Guaranteed Income
Guaranteed Income
- Amy CastroAmy CastroUniversity of Pennsylvania
- , and Stacia WestStacia WestCenter for Guaranteed Income Research, University of Pennsylvania
Summary
A guaranteed income (GI) is an unconditional cash transfer that provides a recurring, predictable amount of cash to an individual or household that one can rely on over time. Unlike traditional safety-net benefits such as Supplemental Nutrition Assistance Program, there are no restrictions on how recipients spend the cash. Some GI programs in the United States target populations such as households with children or those below a preset income threshold. However, all share the common feature of recurring payments with no strings attached.
The term GI is frequently conflated with other types of unconditional cash benefits such as a universal basic income (UBI) or basic income. While all share common features of unconditionality and recurrence, they differ in scope, target populations, income thresholds, and duration. A basic income is a fixed and recurring amount of cash ample enough to keep a household above the poverty line and to provide for basic needs. A UBI is a predictable and fixed unconditional cash transfer that is large enough to provide for basic needs. It differs from a GI in that it applies universally to everyone living in a geographic area. While many advocates for a UBI or basic income argue for perpetuity, most GI experiments in the United States are time-limited.
A moral proposition that a floor exists below which no one should live anchors all three forms of unconditional cash benefits, regardless of the household’s participation in waged labor or in safety-net programs. In the wake of the Great Recession (December 2007–June 2009), a protracted lack of economic mobility, rising income inequality, and the financial pressures of the COVID-19 pandemic, sparked a proliferation of GI experiments across the United States in both Republican and Democratic strongholds.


◆ **Task details**
In the data that follows, count the lines in which the word "outline" occurs, and report that figure alone.

◆ **Dataset content**
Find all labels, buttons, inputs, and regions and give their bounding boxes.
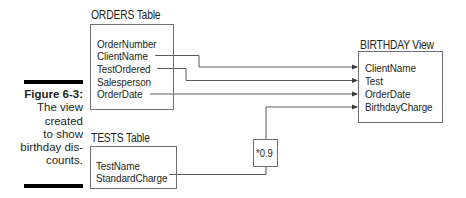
wire-clientname (155, 56, 357, 68)
orders-table-title: ORDERS Table (91, 8, 160, 22)
orders-field-clientname: ClientName (97, 50, 148, 63)
birthday-view-box: ClientName Test OrderDate BirthdayCharge (358, 51, 443, 123)
multiplier-label: *0.9 (256, 147, 273, 159)
view-field-clientname: ClientName (365, 62, 416, 75)
wire-testordered (157, 69, 357, 81)
tests-table-box: TestName StandardCharge (90, 146, 177, 189)
birthday-view-title: BIRTHDAY View (360, 38, 434, 52)
tests-table-title: TESTS Table (91, 131, 150, 145)
view-field-orderdate: OrderDate (365, 88, 410, 101)
tests-field-standardcharge: StandardCharge (96, 172, 167, 185)
view-field-birthdaycharge: BirthdayCharge (365, 101, 433, 114)
wire-standardcharge (169, 167, 266, 175)
multiplier-box: *0.9 (253, 139, 278, 167)
orders-field-testordered: TestOrdered (97, 63, 150, 76)
orders-field-orderdate: OrderDate (97, 88, 142, 101)
view-field-test: Test (365, 75, 383, 88)
wire-birthdaycharge (266, 107, 357, 139)
orders-table-box: OrderNumber ClientName TestOrdered Sales… (90, 24, 174, 110)
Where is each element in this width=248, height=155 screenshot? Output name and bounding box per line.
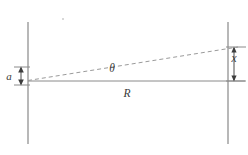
label-aperture-a: a bbox=[6, 70, 12, 82]
label-baseline-R: R bbox=[122, 87, 130, 99]
scan-speck bbox=[62, 18, 64, 20]
geometry-diagram-svg: Small-angle geometry diagram Narrow tria… bbox=[0, 0, 248, 155]
label-displacement-x: x bbox=[230, 52, 237, 64]
dashed-ray-line bbox=[28, 47, 238, 81]
label-angle-theta: θ bbox=[109, 62, 115, 74]
figure-canvas: Small-angle geometry diagram Narrow tria… bbox=[0, 0, 248, 155]
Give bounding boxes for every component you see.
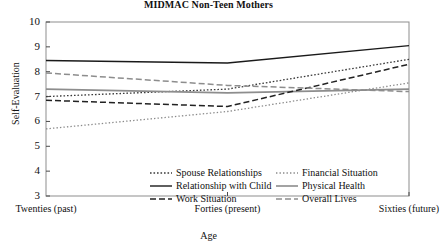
y-axis-label: Self-Evaluation bbox=[10, 49, 21, 139]
series-line-relationship-with-child bbox=[46, 46, 409, 63]
legend-label: Financial Situation bbox=[302, 168, 378, 178]
legend-label: Overall Lives bbox=[302, 194, 357, 204]
legend-label: Spouse Relationships bbox=[176, 168, 262, 178]
y-tick-label-3: 3 bbox=[18, 190, 40, 201]
legend-item-overall-lives: Overall Lives bbox=[276, 192, 412, 205]
series-line-overall-lives bbox=[46, 73, 409, 92]
x-tick-label-0: Twenties (past) bbox=[0, 203, 111, 214]
data-series-group bbox=[46, 46, 409, 129]
y-tick-label-4: 4 bbox=[18, 165, 40, 176]
y-tick-label-7: 7 bbox=[18, 91, 40, 102]
legend-swatch-icon bbox=[150, 182, 172, 190]
y-tick-label-5: 5 bbox=[18, 140, 40, 151]
legend-swatch-icon bbox=[150, 169, 172, 177]
legend-swatch-icon bbox=[276, 195, 298, 203]
legend-swatch-icon bbox=[276, 182, 298, 190]
legend-swatch-icon bbox=[276, 169, 298, 177]
legend-label: Work Situation bbox=[176, 194, 237, 204]
y-tick-label-6: 6 bbox=[18, 115, 40, 126]
chart-legend: Spouse RelationshipsFinancial SituationR… bbox=[150, 166, 412, 205]
legend-swatch-icon bbox=[150, 195, 172, 203]
y-tick-label-9: 9 bbox=[18, 41, 40, 52]
legend-label: Physical Health bbox=[302, 181, 365, 191]
legend-item-physical-health: Physical Health bbox=[276, 179, 412, 192]
legend-item-relationship-with-child: Relationship with Child bbox=[150, 179, 276, 192]
legend-item-spouse-relationships: Spouse Relationships bbox=[150, 166, 276, 179]
legend-label: Relationship with Child bbox=[176, 181, 272, 191]
legend-item-work-situation: Work Situation bbox=[150, 192, 276, 205]
legend-item-financial-situation: Financial Situation bbox=[276, 166, 412, 179]
y-tick-label-10: 10 bbox=[18, 16, 40, 27]
x-axis-label: Age bbox=[0, 230, 417, 241]
y-tick-label-8: 8 bbox=[18, 66, 40, 77]
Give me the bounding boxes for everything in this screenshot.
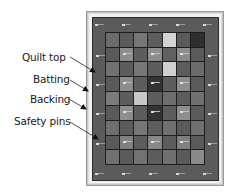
quilt-block — [191, 106, 204, 120]
quilt-block — [148, 150, 161, 164]
quilt-block — [177, 33, 190, 47]
safety-pin-bar-icon — [98, 173, 104, 174]
quilt-block — [191, 136, 204, 150]
quilt-block — [106, 121, 119, 135]
safety-pin-bar-icon — [126, 141, 132, 142]
safety-pin-bar-icon — [154, 111, 160, 112]
quilt-block — [191, 77, 204, 91]
quilt-block — [163, 62, 176, 76]
safety-pin-bar-icon — [211, 113, 217, 114]
quilt-block — [120, 62, 133, 76]
quilt-block — [177, 92, 190, 106]
quilt-block-grid — [105, 32, 205, 165]
quilt-block — [148, 136, 161, 150]
safety-pin-bar-icon — [99, 55, 105, 56]
safety-pin-bar-icon — [98, 24, 104, 25]
safety-pin-bar-icon — [154, 141, 160, 142]
quilt-block — [191, 48, 204, 62]
quilt-block — [177, 136, 190, 150]
quilt-block — [120, 150, 133, 164]
quilt-block — [120, 48, 133, 62]
safety-pin-bar-icon — [99, 143, 105, 144]
quilt-block — [163, 92, 176, 106]
safety-pin-bar-icon — [99, 84, 105, 85]
quilt-block — [177, 48, 190, 62]
quilt-block — [148, 33, 161, 47]
safety-pin-bar-icon — [154, 53, 160, 54]
quilt-block — [106, 92, 119, 106]
quilt-block — [163, 150, 176, 164]
safety-pin-bar-icon — [125, 173, 131, 174]
quilt-block — [106, 77, 119, 91]
safety-pin-bar-icon — [211, 55, 217, 56]
quilt-block — [177, 62, 190, 76]
safety-pin-bar-icon — [179, 173, 185, 174]
quilt-block — [134, 48, 147, 62]
safety-pin-bar-icon — [211, 143, 217, 144]
label-quilt-top: Quilt top — [22, 51, 66, 63]
quilt-block — [148, 62, 161, 76]
quilt-block — [191, 33, 204, 47]
quilt-block — [163, 33, 176, 47]
safety-pin-bar-icon — [99, 113, 105, 114]
quilt-block — [106, 150, 119, 164]
quilt-block — [106, 136, 119, 150]
quilt-block — [120, 136, 133, 150]
quilt-block — [134, 150, 147, 164]
quilt-block — [120, 106, 133, 120]
quilt-block — [106, 106, 119, 120]
safety-pin-bar-icon — [126, 82, 132, 83]
safety-pin-bar-icon — [206, 24, 212, 25]
quilt-block — [148, 77, 161, 91]
quilt-block — [120, 121, 133, 135]
quilt-block — [134, 77, 147, 91]
quilt-block — [191, 92, 204, 106]
quilt-block — [134, 62, 147, 76]
label-safety-pins: Safety pins — [14, 115, 70, 127]
quilt-block — [134, 33, 147, 47]
quilt-block — [148, 106, 161, 120]
label-batting: Batting — [33, 73, 70, 85]
quilt-block — [134, 136, 147, 150]
safety-pin-bar-icon — [126, 111, 132, 112]
quilt-block — [191, 150, 204, 164]
quilt-block — [148, 121, 161, 135]
quilt-block — [163, 136, 176, 150]
safety-pin-bar-icon — [125, 24, 131, 25]
safety-pin-bar-icon — [154, 82, 160, 83]
safety-pin-bar-icon — [211, 84, 217, 85]
quilt-block — [106, 33, 119, 47]
quilt-block — [191, 121, 204, 135]
quilt-block — [163, 106, 176, 120]
safety-pin-bar-icon — [152, 173, 158, 174]
quilt-block — [134, 121, 147, 135]
quilt-block — [134, 92, 147, 106]
safety-pin-bar-icon — [126, 53, 132, 54]
quilt-block — [177, 121, 190, 135]
quilt-block — [163, 77, 176, 91]
safety-pin-bar-icon — [183, 53, 189, 54]
safety-pin-bar-icon — [152, 24, 158, 25]
safety-pin-bar-icon — [179, 24, 185, 25]
quilt-block — [177, 106, 190, 120]
safety-pin-bar-icon — [183, 141, 189, 142]
safety-pin-bar-icon — [183, 82, 189, 83]
quilt-block — [106, 62, 119, 76]
quilt-block — [148, 48, 161, 62]
safety-pin-bar-icon — [206, 173, 212, 174]
quilt-block — [163, 48, 176, 62]
quilt-block — [106, 48, 119, 62]
quilt-block — [148, 92, 161, 106]
quilt-diagram: Quilt top Batting Backing Safety pins — [0, 0, 235, 196]
safety-pin-bar-icon — [183, 111, 189, 112]
backing-leader-arrow-icon — [69, 99, 86, 109]
label-backing: Backing — [30, 93, 70, 105]
quilt-block — [177, 77, 190, 91]
quilt-block — [120, 77, 133, 91]
quilt-block — [163, 121, 176, 135]
quilt-block — [191, 62, 204, 76]
quilt-block — [120, 33, 133, 47]
quilt-block — [120, 92, 133, 106]
quilt-block — [134, 106, 147, 120]
quilt-block — [177, 150, 190, 164]
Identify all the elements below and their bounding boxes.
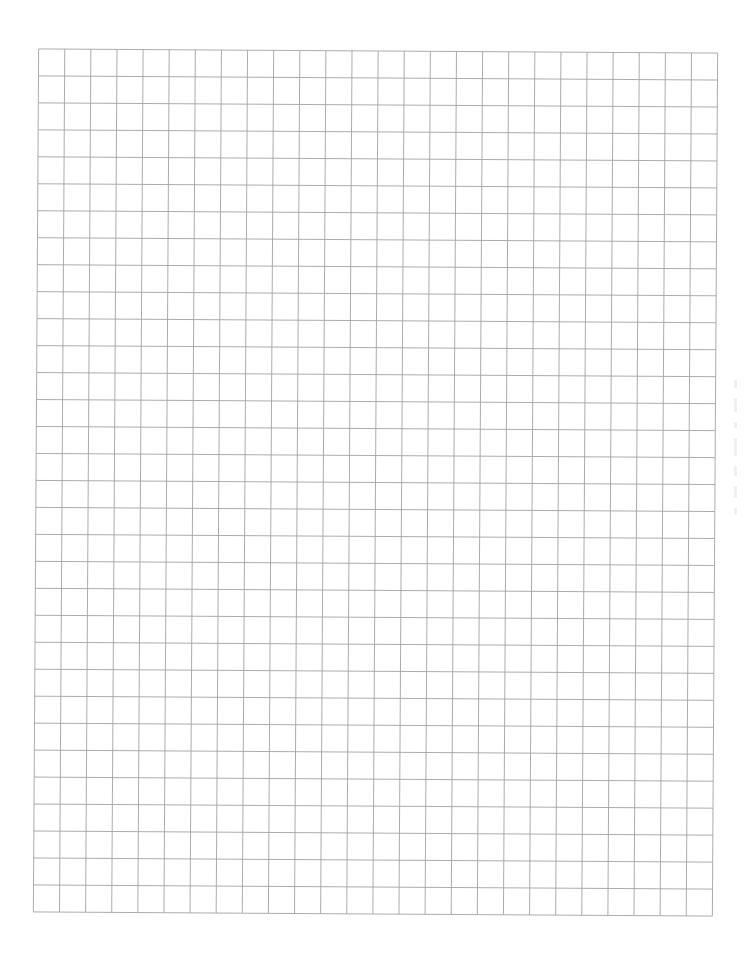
grid-lines [33,49,717,916]
grid [33,49,717,916]
graph-paper-page [0,0,746,957]
bleed-through-marks [728,370,742,520]
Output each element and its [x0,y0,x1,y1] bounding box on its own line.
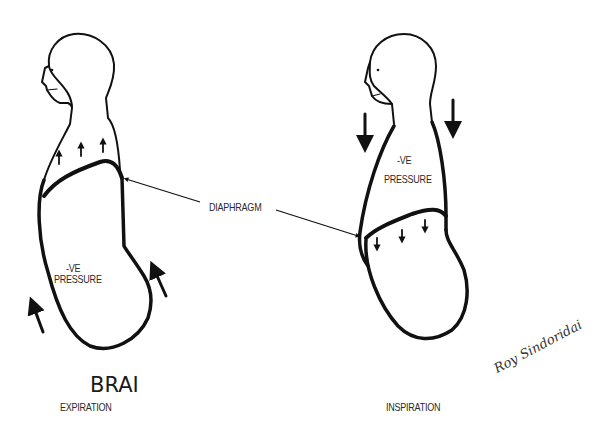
arrow-back-left [154,269,166,296]
diaphragm-pointer-right [276,210,358,236]
eye-right [377,69,380,72]
diaphragm-label: DIAPHRAGM [209,202,261,213]
diaphragm-pointer-left [126,179,200,202]
brai-title: BRAI [90,375,139,396]
abdomen-outline-right [366,230,467,339]
expiration-caption: EXPIRATION [60,402,112,413]
pressure-label-left-line2: PRESSURE [54,274,102,285]
arrow-front-left [33,305,43,332]
pressure-label-right-line1: -VE [397,155,411,166]
inspiration-figure [359,34,467,339]
diaphragm-left [44,161,122,196]
head-outline-right [370,34,436,122]
pressure-label-right-line2: PRESSURE [384,174,432,185]
diaphragm-right [366,210,446,238]
inspiration-caption: INSPIRATION [386,402,440,413]
eye-left [51,69,54,72]
expiration-figure [33,34,166,348]
abdomen-outline-left [39,178,151,348]
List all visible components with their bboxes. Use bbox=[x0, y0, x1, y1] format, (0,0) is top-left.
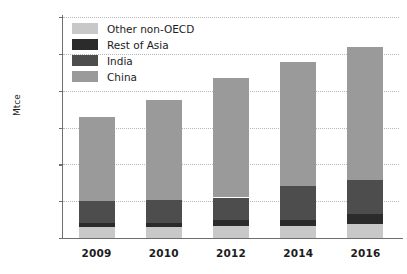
legend-item: China bbox=[72, 70, 194, 83]
y-tick-mark bbox=[59, 128, 63, 129]
bar-segment bbox=[79, 227, 115, 238]
bar-segment bbox=[347, 214, 383, 224]
stacked-bar-chart: Mtce 050010001500200025003000 2009201020… bbox=[0, 0, 407, 274]
bar-2012 bbox=[213, 17, 249, 238]
legend-label: China bbox=[107, 71, 137, 83]
bar-segment bbox=[280, 226, 316, 238]
bar-segment bbox=[79, 201, 115, 223]
y-tick-mark bbox=[59, 238, 63, 239]
bar-segment bbox=[280, 62, 316, 186]
y-tick-mark bbox=[59, 164, 63, 165]
legend-label: Rest of Asia bbox=[107, 39, 169, 51]
bar-segment bbox=[213, 226, 249, 238]
y-axis-title: Mtce bbox=[12, 94, 22, 116]
bar-segment bbox=[213, 78, 249, 197]
x-tick-label: 2016 bbox=[335, 247, 395, 259]
bar-segment bbox=[280, 186, 316, 220]
y-tick-mark bbox=[59, 54, 63, 55]
bar-segment bbox=[79, 117, 115, 201]
y-tick-mark bbox=[59, 91, 63, 92]
x-axis-line bbox=[62, 238, 403, 239]
x-tick-label: 2009 bbox=[67, 247, 127, 259]
bar-2014 bbox=[280, 17, 316, 238]
bar-segment bbox=[347, 47, 383, 180]
legend-swatch-icon bbox=[72, 39, 98, 50]
bar-2016 bbox=[347, 17, 383, 238]
x-tick-label: 2010 bbox=[134, 247, 194, 259]
bar-segment bbox=[213, 220, 249, 226]
legend-item: Rest of Asia bbox=[72, 38, 194, 51]
bar-segment bbox=[280, 220, 316, 226]
chart-legend: Other non-OECDRest of AsiaIndiaChina bbox=[72, 22, 194, 83]
legend-swatch-icon bbox=[72, 23, 98, 34]
legend-item: India bbox=[72, 54, 194, 67]
y-tick-mark bbox=[59, 17, 63, 18]
bar-segment bbox=[79, 223, 115, 227]
bar-segment bbox=[146, 200, 182, 223]
legend-item: Other non-OECD bbox=[72, 22, 194, 35]
legend-swatch-icon bbox=[72, 71, 98, 82]
bar-segment bbox=[213, 198, 249, 221]
y-tick-mark bbox=[59, 201, 63, 202]
x-tick-label: 2014 bbox=[268, 247, 328, 259]
bar-segment bbox=[146, 227, 182, 238]
legend-label: India bbox=[107, 55, 133, 67]
x-tick-label: 2012 bbox=[201, 247, 261, 259]
legend-swatch-icon bbox=[72, 55, 98, 66]
legend-label: Other non-OECD bbox=[107, 23, 194, 35]
bar-segment bbox=[347, 180, 383, 214]
bar-segment bbox=[146, 100, 182, 199]
bar-segment bbox=[347, 224, 383, 238]
bar-segment bbox=[146, 223, 182, 227]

◆ **Result for this task**
3